Combining Prior Knowledge and Data for Robust Controller Design
Julian Berberich, Carsten W. Scherer, Frank Allgöwer
TL;DR
The paper addresses robust controller design for uncertain LTI systems by merging partial prior knowledge with finite noisy data, modeled via a linear fractional transformation and multiplier LMIs. It introduces a unifying framework that first translates prior information into transformed multipliers for a full-block uncertainty $\tilde{\Delta}=B_w\Delta$, then learns additional multipliers from data to form a combined set $\bm{\tilde{\Delta}}_{\rm com}$ that exactly captures all information available about the uncertainty.

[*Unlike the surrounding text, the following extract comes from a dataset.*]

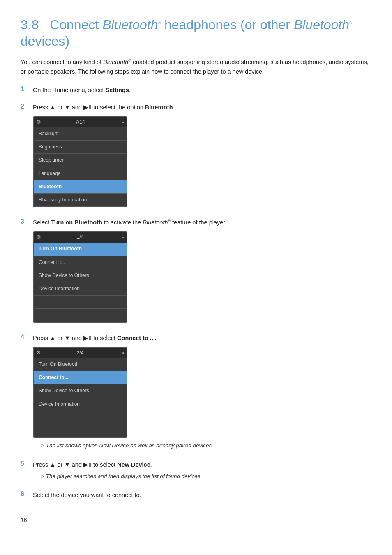 Image resolution: width=392 pixels, height=555 pixels. Describe the element at coordinates (27, 106) in the screenshot. I see `step-2-number: 2` at that location.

Synthesis conditions are LMIs guaranteeing stability and robust $\mathcal{H}_2$ performance (and, in extensions, robust quadratic performance for nonlinear uncertainties) for all $\Delta\in\bm{\Delta}_{\rm com}$, with practical realizations via $L=K\mathcal{X}$ and standard Schur complement reformulations. Numerical examples, including an aerial/satellite-like system, demonstrate substantial conservatism reduction and performance gains when exploiting both prior structure and data, compared to purely data-driven or purely model-based approaches, and show the framework's extension to data-driven loop-shaping through $\mathcal{H}_{\infty}$ objectives.
Abstract
We present a framework for systematically combining data of an unknown linear time-invariant system with prior knowledge on the system matrices or on the uncertainty for robust controller design. Our approach leads to linear matrix inequality (LMI) based feasibility criteria which guarantee stability and performance robustly for all closed-loop systems consistent with the prior knowledge and the available data. The design procedures rely on a combination of multipliers inferred via prior knowledge and learnt from measured data, where for the latter a novel and unifying disturbance description is employed. While large parts of the paper focus on linear systems and input-state measurements, we also provide extensions to robust output-feedback design based on noisy input-output data and against nonlinear uncertainties. We illustrate through numerical examples that our approach provides a flexible framework for simultaneously leveraging prior knowledge and data, thereby reducing conservatism and improving performance significantly if compared to black-box approaches to data-driven control.